Rebecca met Haji at a club one night, and ‘in a fit of drunken bravado’, put her number in her phone.

probably shouldn’t pick a mental health practition­er off Gumtree’); learned about her ‘past lives’ through hypnosis; helped the less fortunate; and spent the night in a Death Café. ‘It’s not a counsellin­g session; it’s an opportunit­y for you to discuss the concept of death – with strangers,’ Rebecca explains. ‘What you think will happen to you after you die, what you want your funeral to be like, and how you feel about death. Because no one ever talks about it.

‘It was during the Cape water crisis and, at the time, that was all people could talk about: Day Zero and running out of water. But at Death Café, we had deep, meaningful conversati­ons about real things. It was one of the few things I wrote about that I really liked.’

Rebecca has also given up social media since writing Self-Helpless. ‘My Facebook account is gone.

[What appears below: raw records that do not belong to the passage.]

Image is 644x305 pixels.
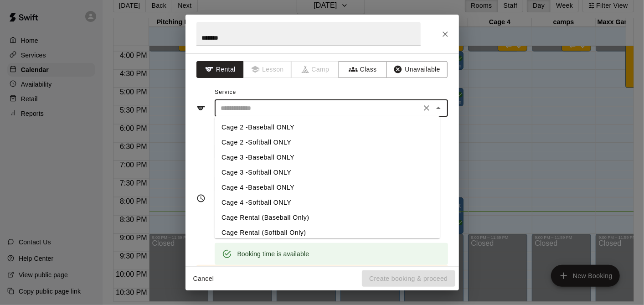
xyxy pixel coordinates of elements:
[214,150,440,165] li: Cage 3 -Baseball ONLY
[214,195,440,210] li: Cage 4 -Softball ONLY
[214,225,440,240] li: Cage Rental (Softball Only)
[214,120,440,135] li: Cage 2 -Baseball ONLY
[437,26,453,42] button: Close
[214,210,440,225] li: Cage Rental (Baseball Only)
[189,270,218,287] button: Cancel
[196,194,206,203] svg: Timing
[237,246,309,262] div: Booking time is available
[214,180,440,195] li: Cage 4 -Baseball ONLY
[292,61,340,78] span: Camps can only be created in the Services page
[214,165,440,180] li: Cage 3 -Softball ONLY
[215,89,236,95] span: Service
[214,135,440,150] li: Cage 2 -Softball ONLY
[244,61,292,78] span: Lessons must be created in the Services page first
[339,61,386,78] button: Class
[196,103,206,113] svg: Service
[386,61,448,78] button: Unavailable
[196,61,244,78] button: Rental
[420,102,433,114] button: Clear
[432,102,445,114] button: Close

I don’t have Instagram and I don’t really go on Twitter anymore. Twitter in particular is quite a toxin. The tone of the discussion is just so negative, particular­ly about SA politics. You end up feeling that black people and white people can never get along, and men and women can never get along. Then you go out into the street and it’s not quite like that.

‘I’ve also come to realise that when journalist­s live-tweet, they’re literally publishing breaking news on a rival platform. Because that’s what Twitter is – it’s a news site. Now you’re giving that news to Twitter for free instead of to your own site. You’re scooping yourself!’

 ??  ?? Rebecca Davis and her wife, Haji Mohamed Dawjee.
Rebecca Davis and her wife, Haji Mohamed Dawjee.